You would not have wanted to be on I-95 in Pennsylvania last week.

Driving down that highway in a rental car on my last business trip, fiddling with the windows, adjusting the air conditioning, and trying to pre-set NPR on the radio, I couldn’t keep a constant speed. I was all over the dish, from 50 mph to 75 mph. Oh, and for good measure I started driving like your grandfather, with the left turn signal on for a couple of miles.

Now, driving at a constant speed on a freeway isn’t really all that tough. Most of us mastered that skill three or four years before getting our drivers license. And yet, I couldn’t do it. In my own car, no problem.

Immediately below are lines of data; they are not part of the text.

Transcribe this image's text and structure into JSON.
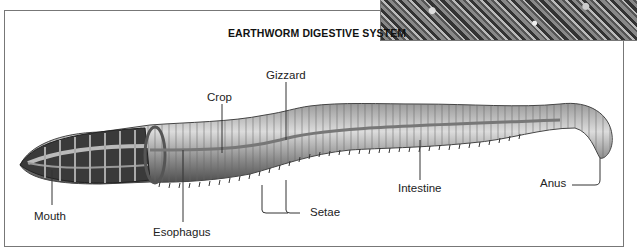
{
  "diagram": {
    "title": "EARTHWORM DIGESTIVE SYSTEM",
    "labels": {
      "mouth": "Mouth",
      "esophagus": "Esophagus",
      "crop": "Crop",
      "gizzard": "Gizzard",
      "setae": "Setae",
      "intestine": "Intestine",
      "anus": "Anus"
    },
    "colors": {
      "frame": "#777777",
      "text": "#222222",
      "worm_dark": "#555555",
      "worm_light": "#cfcfcf"
    }
  }
}
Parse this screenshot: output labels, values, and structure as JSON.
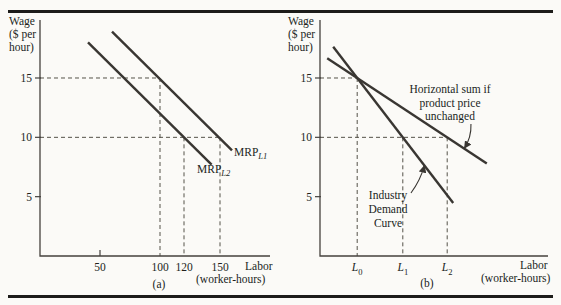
{
  "figure": {
    "background": "#fbfaf7",
    "rule_color": "#1d1c1a",
    "line_color": "#393632",
    "guide_color": "#555249",
    "axis_color": "#45423e"
  },
  "chart_data": [
    {
      "id": "a",
      "type": "line",
      "panel_label": "(a)",
      "ylabel_lines": [
        "Wage",
        "($ per",
        "hour)"
      ],
      "xlabel_lines": [
        "Labor",
        "(worker-hours)"
      ],
      "x_range": [
        0,
        192
      ],
      "y_range": [
        0,
        19.9
      ],
      "grid": false,
      "y_ticks": [
        {
          "y": 15,
          "label": "15"
        },
        {
          "y": 10,
          "label": "10"
        },
        {
          "y": 5,
          "label": "5"
        }
      ],
      "x_ticks": [
        {
          "x": 50,
          "label": "50",
          "tick": true
        },
        {
          "x": 100,
          "label": "100"
        },
        {
          "x": 120,
          "label": "120"
        },
        {
          "x": 150,
          "label": "150"
        }
      ],
      "series": [
        {
          "name": "MRP-L1",
          "label": "MRP",
          "sub": "L1",
          "points": [
            [
              60,
              18.9
            ],
            [
              160,
              8.9
            ]
          ]
        },
        {
          "name": "MRP-L2",
          "label": "MRP",
          "sub": "L2",
          "points": [
            [
              40,
              18.0
            ],
            [
              143,
              7.7
            ]
          ]
        }
      ],
      "key_points": [
        {
          "x": 100,
          "y": 15,
          "on": "MRP-L1"
        },
        {
          "x": 150,
          "y": 10,
          "on": "MRP-L1"
        },
        {
          "x": 120,
          "y": 10,
          "on": "MRP-L2"
        }
      ],
      "guides": [
        {
          "x1": 0,
          "y1": 15,
          "x2": 100,
          "y2": 15
        },
        {
          "x1": 100,
          "y1": 15,
          "x2": 100,
          "y2": 0
        },
        {
          "x1": 0,
          "y1": 10,
          "x2": 150,
          "y2": 10
        },
        {
          "x1": 120,
          "y1": 10,
          "x2": 120,
          "y2": 0
        },
        {
          "x1": 150,
          "y1": 10,
          "x2": 150,
          "y2": 0
        }
      ],
      "annotations": []
    },
    {
      "id": "b",
      "type": "line",
      "panel_label": "(b)",
      "ylabel_lines": [
        "Wage",
        "($ per",
        "hour)"
      ],
      "xlabel_lines": [
        "Labor",
        "(worker-hours)"
      ],
      "x_range": [
        0,
        190
      ],
      "y_range": [
        0,
        19.9
      ],
      "grid": false,
      "y_ticks": [
        {
          "y": 15,
          "label": "15"
        },
        {
          "y": 10,
          "label": "10"
        },
        {
          "y": 5,
          "label": "5"
        }
      ],
      "x_ticks": [
        {
          "x": 31,
          "label": "L",
          "sub": "0"
        },
        {
          "x": 69,
          "label": "L",
          "sub": "1"
        },
        {
          "x": 106,
          "label": "L",
          "sub": "2"
        }
      ],
      "series": [
        {
          "name": "industry-demand-curve",
          "points": [
            [
              11,
              17.63
            ],
            [
              111,
              4.47
            ]
          ]
        },
        {
          "name": "horizontal-sum",
          "points": [
            [
              6,
              16.67
            ],
            [
              139,
              7.8
            ]
          ]
        }
      ],
      "key_points": [
        {
          "x": 31,
          "y": 15,
          "on": "both"
        },
        {
          "x": 69,
          "y": 10,
          "on": "industry-demand-curve"
        },
        {
          "x": 106,
          "y": 10,
          "on": "horizontal-sum"
        }
      ],
      "guides": [
        {
          "x1": 0,
          "y1": 15,
          "x2": 31,
          "y2": 15
        },
        {
          "x1": 31,
          "y1": 15,
          "x2": 31,
          "y2": 0
        },
        {
          "x1": 0,
          "y1": 10,
          "x2": 106,
          "y2": 10
        },
        {
          "x1": 69,
          "y1": 10,
          "x2": 69,
          "y2": 0
        },
        {
          "x1": 106,
          "y1": 10,
          "x2": 106,
          "y2": 0
        }
      ],
      "annotations": [
        {
          "name": "horizontal-sum-label",
          "lines": [
            "Horizontal sum if",
            "product price",
            "unchanged"
          ],
          "arrow": {
            "from": [
              125.8,
              11.12
            ],
            "to": [
              120.3,
              9.07
            ],
            "bend": -4
          }
        },
        {
          "name": "industry-demand-label",
          "lines": [
            "Industry",
            "Demand",
            "Curve"
          ],
          "arrow": {
            "from": [
              75.8,
              5.31
            ],
            "to": [
              87,
              7.63
            ],
            "bend": 3
          }
        }
      ]
    }
  ]
}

But in the rental car, with an unfamiliar dashboard layout – no way. I couldn’t concentrate on my primary task – piloting the car at a constant speed – because I had to allocate mental resources towards finding my way around the buttons on the dashboard.

So what does this have to do with you, your office, and 5S?

When the information you manage is disorganized – thousands of emails in your inbox, piles of paper on your desk, filing cabinets engorged with obsolete crap – you have to allocate mental resources towards finding the information you need. And that makes it harder for you to excel at your primary task (whatever that is), because you can’t apply all your mental energies to your work. Whether you’re on a scavenger hunt for the correct version of this quarter’s budget or the FM stereo button, you’re not able to pay full attention to your job.

And that’s where 5S comes in. Clearing, sorting, and organizing your information ensures that you can access the information you need easily and automatically, without wasting mental energy on searching for it.

When my wife started her residency in surgery, her mentor told her she needed a system for setting up her working tray in the operating room. Every instrument had to be in the same place every time: the scalpels, the clamps, the sutures, and especially the Gigli Saw. (You don’t want to know. Trust me.) He wanted her to be able to focus on doing the operation, not on finding the instruments.

The same is true for you, dear knowledge worker. Regardless of how you choose to organize your information (and I’ve given you some ideas here and here, you need a system that enables you to find what you need without expending any mental energy at all. Otherwise you may find that your fellow drivers are giving you the finger.